Illinois Appellate Court

In re Marriage of Eisenhauer, 2021 IL App (5th) 200111-U

March 19, 2021
MaintenancePropertyProtection Orders
Case Analysis
1. Case citation and parties
- In re Marriage of Eisenhauer, 2021 IL App (5th) 200111-U.
- Petitioner-Appellee: Debra R. Eisenhauer. Respondent-Appellant: Glenn A. Eisenhauer.

2. Key legal issues
- Whether maintenance set by a marital settlement agreement (MSA) incorporated into a dissolution judgment (when the MSA did not state maintenance was non‑modifiable) may be modified on showing of a “substantial change in circumstances.”
- What proof a movant must present to establish a substantial change and the court’s scope of review.

3. Holding/outcome
- The Fifth District affirmed. The trial court did not abuse its discretion in denying husband’s petition to modify maintenance where husband failed to prove the parties’ financial circumstances at the time of the judgment and failed to establish a substantial change in circumstances since entry of the judgment.

4. Significant legal reasoning
- Statutory framework: where an MSA does not make maintenance non‑modifiable, modification requires a substantial change under 750 ILCS 5/502(f) and 5/510(a‑5); courts consider the §510(a‑5) and §504(a) factors.
- Burden of proof: the party seeking modification bears the burden to demonstrate the change. The court emphasized the need for comparative, factual evidence of incomes, expenses, assets, and timing of events.
- Facts controlling: husband filed to modify roughly three months after the MSA was incorporated. He produced limited evidence (testimony and a single pay stub) and did not produce a financial affidavit or documentation of his pre‑judgment finances; wife’s affidavit was in the record. Husband’s health issues were known at the time the MSA was executed. The court found his proof insufficient to show his earning capacity or that ability to pay had meaningfully declined. The trial court’s factual findings on those points were entitled to deference; denial was not an abuse of discretion.

5. Practice implications
- For movants: compile contemporaneous, comparative documentary evidence (financial affidavits, tax returns, full payroll records, medical records, expense ledgers) showing that the change post‑dates the judgment and is substantial. Anticipatory or known pre‑MSA conditions weaken a post‑judgment modification claim.
- For respondents: emphasize pre‑MSA knowledge of the condition, lack of changed circumstances, and submit records of prior income to defeat modification.
- For drafters of MSAs: expressly state whether maintenance is modifiable or non‑modifiable to avoid later disputes.
- Appellate posture: trial courts have broad discretion on modification motions; appellate review is for abuse of that discretion and will be deferential when factual support is lacking.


● REQUIRED ACTION
Within the records below, find each line that holds the string "group", then copy it.

*** Begin section ***

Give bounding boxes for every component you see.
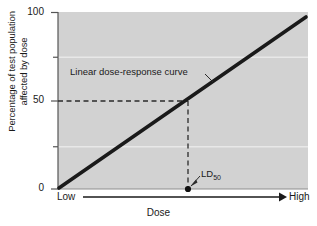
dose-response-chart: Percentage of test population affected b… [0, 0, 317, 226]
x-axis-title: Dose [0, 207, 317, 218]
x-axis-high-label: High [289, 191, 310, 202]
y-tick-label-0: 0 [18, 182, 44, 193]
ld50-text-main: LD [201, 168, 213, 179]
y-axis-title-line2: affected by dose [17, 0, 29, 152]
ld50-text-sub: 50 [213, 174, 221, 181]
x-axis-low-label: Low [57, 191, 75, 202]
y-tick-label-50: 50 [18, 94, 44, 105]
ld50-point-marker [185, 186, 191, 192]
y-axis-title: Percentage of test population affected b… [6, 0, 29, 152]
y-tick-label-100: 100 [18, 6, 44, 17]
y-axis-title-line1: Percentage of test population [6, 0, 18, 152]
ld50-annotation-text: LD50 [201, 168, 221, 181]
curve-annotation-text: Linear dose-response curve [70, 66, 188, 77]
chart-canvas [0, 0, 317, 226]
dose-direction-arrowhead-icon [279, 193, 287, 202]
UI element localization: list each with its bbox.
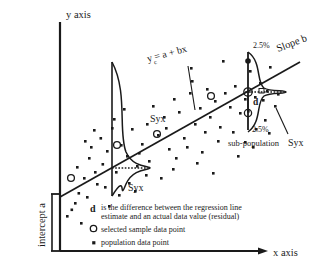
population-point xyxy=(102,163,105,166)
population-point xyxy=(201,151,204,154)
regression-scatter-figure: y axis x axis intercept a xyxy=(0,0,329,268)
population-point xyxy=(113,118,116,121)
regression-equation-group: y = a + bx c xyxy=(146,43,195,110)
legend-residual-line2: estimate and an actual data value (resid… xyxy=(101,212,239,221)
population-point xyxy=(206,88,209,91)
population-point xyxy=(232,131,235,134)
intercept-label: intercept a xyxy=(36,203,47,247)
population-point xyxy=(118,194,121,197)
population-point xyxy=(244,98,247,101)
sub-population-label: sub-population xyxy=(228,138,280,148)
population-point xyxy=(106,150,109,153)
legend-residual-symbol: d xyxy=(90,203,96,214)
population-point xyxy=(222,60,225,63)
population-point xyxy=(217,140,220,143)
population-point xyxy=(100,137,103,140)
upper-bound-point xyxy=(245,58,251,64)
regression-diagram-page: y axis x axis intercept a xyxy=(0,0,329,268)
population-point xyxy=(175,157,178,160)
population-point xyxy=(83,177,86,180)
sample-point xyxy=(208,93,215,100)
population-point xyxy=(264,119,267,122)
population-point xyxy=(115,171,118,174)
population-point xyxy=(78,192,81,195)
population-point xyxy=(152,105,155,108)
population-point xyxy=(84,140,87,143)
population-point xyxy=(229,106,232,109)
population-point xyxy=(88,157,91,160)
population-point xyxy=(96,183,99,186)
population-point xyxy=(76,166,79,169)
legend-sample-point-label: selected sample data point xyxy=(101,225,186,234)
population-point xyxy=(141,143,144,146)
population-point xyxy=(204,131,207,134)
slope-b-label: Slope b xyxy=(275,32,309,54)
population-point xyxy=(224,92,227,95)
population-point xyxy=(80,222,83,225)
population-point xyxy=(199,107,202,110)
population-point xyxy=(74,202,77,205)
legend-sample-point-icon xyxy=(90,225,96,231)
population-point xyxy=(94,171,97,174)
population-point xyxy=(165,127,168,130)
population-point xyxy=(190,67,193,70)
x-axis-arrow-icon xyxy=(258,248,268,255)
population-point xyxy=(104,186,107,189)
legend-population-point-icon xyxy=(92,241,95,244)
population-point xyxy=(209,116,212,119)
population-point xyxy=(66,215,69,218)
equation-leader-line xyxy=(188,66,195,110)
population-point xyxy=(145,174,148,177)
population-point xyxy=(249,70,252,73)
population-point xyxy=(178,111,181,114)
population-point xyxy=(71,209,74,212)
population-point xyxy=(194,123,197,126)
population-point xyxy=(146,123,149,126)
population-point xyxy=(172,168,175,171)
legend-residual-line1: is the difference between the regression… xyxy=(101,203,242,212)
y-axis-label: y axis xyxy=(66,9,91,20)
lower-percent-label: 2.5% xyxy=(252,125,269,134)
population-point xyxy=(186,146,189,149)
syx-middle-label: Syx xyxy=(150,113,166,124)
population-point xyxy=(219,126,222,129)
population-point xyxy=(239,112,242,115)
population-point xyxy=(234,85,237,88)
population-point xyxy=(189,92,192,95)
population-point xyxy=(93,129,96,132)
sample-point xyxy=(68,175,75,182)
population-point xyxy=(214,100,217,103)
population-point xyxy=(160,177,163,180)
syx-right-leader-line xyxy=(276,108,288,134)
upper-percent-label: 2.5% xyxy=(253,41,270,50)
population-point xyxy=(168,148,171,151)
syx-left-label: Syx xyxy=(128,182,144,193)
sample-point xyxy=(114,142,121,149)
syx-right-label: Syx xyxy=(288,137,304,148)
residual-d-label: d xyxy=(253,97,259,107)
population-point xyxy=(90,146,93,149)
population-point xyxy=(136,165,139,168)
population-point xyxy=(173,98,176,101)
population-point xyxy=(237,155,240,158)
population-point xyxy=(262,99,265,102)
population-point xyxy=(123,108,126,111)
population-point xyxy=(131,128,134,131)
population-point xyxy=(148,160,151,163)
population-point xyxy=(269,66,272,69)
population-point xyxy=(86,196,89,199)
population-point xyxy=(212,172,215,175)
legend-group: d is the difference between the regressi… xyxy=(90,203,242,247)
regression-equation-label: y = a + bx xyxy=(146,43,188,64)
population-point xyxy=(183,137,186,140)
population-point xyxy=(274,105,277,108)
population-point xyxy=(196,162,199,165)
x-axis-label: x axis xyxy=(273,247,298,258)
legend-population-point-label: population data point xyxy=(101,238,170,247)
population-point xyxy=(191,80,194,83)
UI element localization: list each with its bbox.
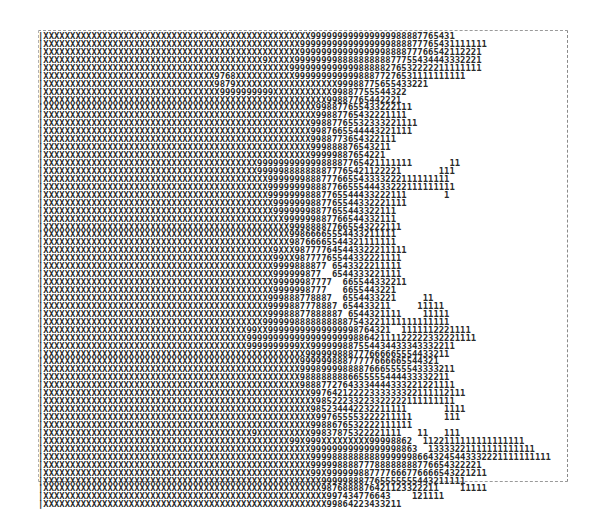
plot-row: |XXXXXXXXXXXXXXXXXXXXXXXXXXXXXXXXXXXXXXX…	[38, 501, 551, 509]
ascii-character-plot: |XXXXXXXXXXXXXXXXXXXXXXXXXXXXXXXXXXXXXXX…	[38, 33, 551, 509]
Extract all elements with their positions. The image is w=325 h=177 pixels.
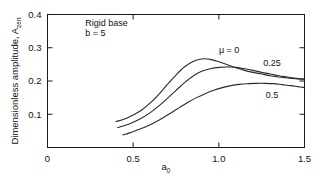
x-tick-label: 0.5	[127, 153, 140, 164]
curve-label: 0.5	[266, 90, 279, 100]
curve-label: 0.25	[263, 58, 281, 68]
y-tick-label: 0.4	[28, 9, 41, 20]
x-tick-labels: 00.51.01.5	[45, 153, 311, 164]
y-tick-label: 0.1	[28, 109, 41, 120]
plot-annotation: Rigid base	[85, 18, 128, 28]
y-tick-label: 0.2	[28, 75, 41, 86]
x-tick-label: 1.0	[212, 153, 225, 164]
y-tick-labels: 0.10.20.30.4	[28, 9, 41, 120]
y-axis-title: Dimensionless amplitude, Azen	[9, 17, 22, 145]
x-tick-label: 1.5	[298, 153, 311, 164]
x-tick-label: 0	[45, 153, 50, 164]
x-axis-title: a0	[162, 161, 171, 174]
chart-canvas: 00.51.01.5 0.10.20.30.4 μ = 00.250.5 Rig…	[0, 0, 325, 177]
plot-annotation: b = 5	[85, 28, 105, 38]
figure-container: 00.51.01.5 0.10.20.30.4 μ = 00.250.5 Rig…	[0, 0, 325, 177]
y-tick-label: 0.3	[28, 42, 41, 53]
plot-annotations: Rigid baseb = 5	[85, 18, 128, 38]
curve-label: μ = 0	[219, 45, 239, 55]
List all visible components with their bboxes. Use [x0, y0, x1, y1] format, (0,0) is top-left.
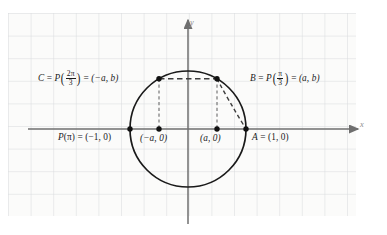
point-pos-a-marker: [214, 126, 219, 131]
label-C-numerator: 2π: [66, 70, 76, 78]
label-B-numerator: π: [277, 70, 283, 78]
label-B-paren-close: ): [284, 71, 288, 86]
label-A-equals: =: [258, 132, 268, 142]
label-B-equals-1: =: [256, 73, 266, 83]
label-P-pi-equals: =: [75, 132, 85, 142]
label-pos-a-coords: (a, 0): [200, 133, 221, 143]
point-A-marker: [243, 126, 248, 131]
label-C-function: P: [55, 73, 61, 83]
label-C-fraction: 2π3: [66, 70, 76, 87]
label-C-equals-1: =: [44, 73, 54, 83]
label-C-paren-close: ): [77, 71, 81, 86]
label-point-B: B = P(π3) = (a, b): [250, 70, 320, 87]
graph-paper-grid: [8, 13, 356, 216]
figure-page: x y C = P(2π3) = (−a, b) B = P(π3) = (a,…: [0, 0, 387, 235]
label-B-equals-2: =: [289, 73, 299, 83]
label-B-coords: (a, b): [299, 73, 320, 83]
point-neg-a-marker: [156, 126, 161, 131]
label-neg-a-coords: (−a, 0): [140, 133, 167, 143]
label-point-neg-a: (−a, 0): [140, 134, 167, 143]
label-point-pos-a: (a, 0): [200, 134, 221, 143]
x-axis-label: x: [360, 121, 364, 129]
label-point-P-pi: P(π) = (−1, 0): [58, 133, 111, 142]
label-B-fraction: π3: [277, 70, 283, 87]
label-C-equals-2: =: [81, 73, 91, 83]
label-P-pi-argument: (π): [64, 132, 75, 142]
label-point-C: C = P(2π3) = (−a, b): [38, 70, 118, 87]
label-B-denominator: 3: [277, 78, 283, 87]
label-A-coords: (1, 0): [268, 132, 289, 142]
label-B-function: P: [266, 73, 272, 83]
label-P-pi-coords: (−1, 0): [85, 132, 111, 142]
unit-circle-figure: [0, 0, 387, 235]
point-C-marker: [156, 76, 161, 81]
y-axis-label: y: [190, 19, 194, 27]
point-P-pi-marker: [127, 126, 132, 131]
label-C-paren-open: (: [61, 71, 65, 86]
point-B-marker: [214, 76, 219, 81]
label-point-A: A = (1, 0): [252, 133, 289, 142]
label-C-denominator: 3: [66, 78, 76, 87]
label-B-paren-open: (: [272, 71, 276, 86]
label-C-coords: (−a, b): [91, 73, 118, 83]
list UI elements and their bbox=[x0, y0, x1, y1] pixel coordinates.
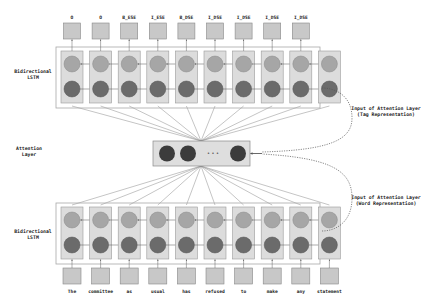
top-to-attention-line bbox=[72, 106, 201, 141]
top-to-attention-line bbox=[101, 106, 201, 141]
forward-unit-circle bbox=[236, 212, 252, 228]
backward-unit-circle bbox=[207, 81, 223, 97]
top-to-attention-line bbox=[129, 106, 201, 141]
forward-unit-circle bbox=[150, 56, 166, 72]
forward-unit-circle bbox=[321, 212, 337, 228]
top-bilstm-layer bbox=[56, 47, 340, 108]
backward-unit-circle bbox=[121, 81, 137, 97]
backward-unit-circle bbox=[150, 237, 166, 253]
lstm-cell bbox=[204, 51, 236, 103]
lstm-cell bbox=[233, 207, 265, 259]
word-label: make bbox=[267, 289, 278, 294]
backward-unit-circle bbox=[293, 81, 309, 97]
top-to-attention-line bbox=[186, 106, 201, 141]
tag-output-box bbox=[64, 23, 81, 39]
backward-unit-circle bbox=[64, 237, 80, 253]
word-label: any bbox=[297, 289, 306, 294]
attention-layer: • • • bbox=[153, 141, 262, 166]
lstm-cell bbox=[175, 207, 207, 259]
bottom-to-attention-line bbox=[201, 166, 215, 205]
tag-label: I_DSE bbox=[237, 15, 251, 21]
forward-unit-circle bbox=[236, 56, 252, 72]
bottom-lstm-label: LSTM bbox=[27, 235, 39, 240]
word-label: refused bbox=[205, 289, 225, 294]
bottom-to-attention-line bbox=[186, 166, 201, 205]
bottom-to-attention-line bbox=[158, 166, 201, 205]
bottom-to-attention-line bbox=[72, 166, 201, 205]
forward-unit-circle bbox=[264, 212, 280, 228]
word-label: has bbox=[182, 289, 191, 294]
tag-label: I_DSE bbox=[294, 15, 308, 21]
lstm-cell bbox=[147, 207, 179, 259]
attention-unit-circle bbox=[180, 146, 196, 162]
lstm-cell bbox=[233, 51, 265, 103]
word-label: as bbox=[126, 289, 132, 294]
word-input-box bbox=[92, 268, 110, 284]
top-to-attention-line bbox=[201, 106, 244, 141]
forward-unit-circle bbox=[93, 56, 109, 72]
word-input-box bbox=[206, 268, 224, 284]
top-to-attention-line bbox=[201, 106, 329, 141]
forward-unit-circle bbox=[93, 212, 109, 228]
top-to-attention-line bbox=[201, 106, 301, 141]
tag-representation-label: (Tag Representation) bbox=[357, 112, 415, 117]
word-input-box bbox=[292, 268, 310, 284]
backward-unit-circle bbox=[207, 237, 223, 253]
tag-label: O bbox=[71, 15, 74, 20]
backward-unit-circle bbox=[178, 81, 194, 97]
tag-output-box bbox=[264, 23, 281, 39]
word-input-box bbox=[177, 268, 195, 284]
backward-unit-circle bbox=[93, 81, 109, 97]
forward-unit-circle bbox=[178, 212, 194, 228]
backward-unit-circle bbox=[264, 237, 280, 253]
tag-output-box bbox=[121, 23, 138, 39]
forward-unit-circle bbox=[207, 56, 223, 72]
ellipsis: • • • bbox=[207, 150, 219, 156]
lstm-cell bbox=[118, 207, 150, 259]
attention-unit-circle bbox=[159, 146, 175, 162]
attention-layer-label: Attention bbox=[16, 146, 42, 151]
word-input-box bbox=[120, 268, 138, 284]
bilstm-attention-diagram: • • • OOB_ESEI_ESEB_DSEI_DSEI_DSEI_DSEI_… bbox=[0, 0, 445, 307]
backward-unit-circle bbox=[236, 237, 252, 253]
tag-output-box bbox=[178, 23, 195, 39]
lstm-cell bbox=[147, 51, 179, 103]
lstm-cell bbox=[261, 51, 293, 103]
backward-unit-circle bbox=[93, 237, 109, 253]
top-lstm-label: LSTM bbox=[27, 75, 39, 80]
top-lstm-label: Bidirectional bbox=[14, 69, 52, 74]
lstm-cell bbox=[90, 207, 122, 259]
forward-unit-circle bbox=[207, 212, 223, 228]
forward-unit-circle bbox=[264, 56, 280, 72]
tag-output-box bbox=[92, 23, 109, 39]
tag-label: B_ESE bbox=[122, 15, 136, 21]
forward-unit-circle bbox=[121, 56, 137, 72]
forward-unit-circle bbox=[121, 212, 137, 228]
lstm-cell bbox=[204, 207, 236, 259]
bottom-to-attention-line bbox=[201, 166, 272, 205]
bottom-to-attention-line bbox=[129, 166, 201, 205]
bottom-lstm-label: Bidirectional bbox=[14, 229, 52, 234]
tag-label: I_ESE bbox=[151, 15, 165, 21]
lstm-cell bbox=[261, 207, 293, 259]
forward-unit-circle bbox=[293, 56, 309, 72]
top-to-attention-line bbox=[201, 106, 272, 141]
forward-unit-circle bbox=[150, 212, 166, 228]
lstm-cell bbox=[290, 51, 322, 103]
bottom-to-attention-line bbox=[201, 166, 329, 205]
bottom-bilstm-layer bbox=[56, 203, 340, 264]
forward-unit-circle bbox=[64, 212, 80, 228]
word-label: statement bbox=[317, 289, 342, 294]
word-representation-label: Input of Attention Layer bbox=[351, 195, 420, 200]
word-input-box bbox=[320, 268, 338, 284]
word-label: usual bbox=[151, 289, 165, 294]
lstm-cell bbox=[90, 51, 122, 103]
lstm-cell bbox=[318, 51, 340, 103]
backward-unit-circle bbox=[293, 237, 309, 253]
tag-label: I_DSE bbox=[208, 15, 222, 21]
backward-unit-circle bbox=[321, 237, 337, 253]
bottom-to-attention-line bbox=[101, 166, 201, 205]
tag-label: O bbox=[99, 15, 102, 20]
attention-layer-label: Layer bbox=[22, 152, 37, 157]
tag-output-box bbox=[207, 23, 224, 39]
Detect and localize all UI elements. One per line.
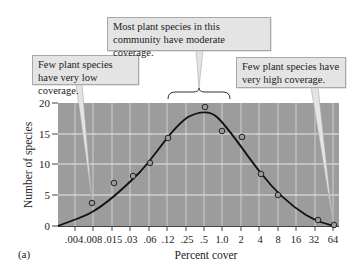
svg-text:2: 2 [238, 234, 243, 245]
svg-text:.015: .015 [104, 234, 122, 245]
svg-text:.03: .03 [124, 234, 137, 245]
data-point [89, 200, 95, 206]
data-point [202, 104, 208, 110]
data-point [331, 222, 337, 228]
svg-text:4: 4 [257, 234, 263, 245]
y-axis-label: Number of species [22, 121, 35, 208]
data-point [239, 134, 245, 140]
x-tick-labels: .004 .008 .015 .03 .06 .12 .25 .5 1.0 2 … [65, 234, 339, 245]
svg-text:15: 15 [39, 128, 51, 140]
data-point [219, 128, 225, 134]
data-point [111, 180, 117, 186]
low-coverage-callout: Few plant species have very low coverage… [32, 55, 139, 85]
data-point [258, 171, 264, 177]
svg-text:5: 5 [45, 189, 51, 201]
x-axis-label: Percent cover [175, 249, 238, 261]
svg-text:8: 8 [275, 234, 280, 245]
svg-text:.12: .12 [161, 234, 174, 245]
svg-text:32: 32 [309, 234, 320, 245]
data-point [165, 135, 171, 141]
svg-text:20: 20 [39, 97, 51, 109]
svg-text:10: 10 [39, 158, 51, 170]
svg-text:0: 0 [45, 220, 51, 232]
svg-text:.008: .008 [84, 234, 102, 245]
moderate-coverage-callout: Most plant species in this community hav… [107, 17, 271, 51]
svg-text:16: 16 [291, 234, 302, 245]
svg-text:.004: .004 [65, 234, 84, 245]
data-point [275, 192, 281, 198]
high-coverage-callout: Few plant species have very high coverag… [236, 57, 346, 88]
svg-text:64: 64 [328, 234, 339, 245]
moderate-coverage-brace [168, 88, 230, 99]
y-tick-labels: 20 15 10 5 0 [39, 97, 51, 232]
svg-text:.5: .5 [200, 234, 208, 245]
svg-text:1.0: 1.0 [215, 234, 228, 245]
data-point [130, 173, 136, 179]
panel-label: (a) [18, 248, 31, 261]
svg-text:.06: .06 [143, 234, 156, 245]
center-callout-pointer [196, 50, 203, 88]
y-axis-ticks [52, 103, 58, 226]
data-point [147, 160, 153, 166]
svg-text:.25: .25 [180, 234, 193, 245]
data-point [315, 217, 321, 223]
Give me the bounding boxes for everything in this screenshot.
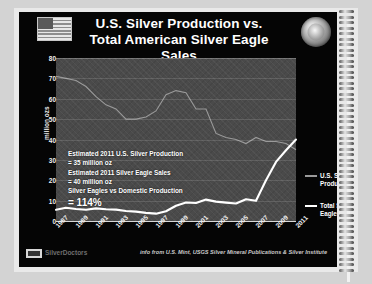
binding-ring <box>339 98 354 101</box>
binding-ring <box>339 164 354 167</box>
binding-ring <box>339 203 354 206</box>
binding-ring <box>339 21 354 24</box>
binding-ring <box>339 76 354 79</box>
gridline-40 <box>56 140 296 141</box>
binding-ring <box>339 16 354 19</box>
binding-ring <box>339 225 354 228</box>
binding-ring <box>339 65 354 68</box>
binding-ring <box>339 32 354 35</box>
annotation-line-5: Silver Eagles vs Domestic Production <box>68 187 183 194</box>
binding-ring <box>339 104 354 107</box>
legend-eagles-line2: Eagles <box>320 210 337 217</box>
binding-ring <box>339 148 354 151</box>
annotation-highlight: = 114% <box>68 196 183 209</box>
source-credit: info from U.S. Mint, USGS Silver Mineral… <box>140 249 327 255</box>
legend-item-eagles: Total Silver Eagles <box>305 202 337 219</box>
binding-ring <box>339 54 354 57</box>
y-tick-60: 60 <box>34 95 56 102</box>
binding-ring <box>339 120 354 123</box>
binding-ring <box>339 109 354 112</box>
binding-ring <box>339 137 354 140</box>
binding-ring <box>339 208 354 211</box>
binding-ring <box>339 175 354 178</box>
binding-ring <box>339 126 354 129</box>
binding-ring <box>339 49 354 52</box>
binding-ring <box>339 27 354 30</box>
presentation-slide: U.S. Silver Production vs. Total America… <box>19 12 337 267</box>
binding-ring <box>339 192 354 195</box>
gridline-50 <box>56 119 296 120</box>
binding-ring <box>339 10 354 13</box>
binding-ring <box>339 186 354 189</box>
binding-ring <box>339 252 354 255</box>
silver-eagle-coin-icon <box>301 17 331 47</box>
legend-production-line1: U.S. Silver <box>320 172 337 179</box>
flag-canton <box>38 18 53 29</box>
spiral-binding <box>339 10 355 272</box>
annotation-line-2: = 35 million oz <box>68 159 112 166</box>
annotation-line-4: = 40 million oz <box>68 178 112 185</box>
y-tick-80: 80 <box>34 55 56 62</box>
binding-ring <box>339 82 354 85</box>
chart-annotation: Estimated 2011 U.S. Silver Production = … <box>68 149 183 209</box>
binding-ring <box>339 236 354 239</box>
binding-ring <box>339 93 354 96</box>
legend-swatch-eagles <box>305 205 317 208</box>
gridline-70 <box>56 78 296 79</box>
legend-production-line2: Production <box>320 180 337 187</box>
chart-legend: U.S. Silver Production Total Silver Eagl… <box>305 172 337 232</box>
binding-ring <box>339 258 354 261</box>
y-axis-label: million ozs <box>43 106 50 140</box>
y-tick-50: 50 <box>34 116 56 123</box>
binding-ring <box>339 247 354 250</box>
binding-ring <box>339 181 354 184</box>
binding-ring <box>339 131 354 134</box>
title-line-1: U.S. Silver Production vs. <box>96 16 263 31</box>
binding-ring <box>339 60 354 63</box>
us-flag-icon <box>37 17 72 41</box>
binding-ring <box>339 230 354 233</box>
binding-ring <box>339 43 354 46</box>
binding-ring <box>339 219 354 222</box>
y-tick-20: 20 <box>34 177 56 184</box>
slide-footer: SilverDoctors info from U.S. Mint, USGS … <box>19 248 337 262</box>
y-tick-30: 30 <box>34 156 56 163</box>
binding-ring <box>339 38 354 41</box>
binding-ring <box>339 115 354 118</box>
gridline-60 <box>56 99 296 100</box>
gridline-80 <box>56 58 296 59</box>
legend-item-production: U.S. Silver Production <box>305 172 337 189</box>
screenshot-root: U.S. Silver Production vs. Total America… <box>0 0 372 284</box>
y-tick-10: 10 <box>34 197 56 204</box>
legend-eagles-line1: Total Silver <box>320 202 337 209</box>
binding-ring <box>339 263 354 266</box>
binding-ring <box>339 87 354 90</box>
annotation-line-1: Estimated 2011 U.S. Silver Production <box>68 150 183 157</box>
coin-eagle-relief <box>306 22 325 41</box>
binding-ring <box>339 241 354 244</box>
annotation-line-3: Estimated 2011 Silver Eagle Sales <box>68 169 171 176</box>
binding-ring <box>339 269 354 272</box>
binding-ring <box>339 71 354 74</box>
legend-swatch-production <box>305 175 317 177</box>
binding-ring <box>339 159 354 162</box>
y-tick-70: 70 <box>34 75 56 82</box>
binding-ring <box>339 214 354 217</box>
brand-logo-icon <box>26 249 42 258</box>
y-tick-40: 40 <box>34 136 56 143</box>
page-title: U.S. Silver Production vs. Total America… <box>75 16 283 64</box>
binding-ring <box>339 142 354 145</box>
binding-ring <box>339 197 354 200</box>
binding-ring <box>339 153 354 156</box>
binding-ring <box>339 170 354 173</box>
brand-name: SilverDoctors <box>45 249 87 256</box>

*** End section ***

● TASK RESULT
regression-equation-group: y = a + bx c xyxy=(146,43,195,110)
legend-group: d is the difference between the regressi… xyxy=(90,203,242,247)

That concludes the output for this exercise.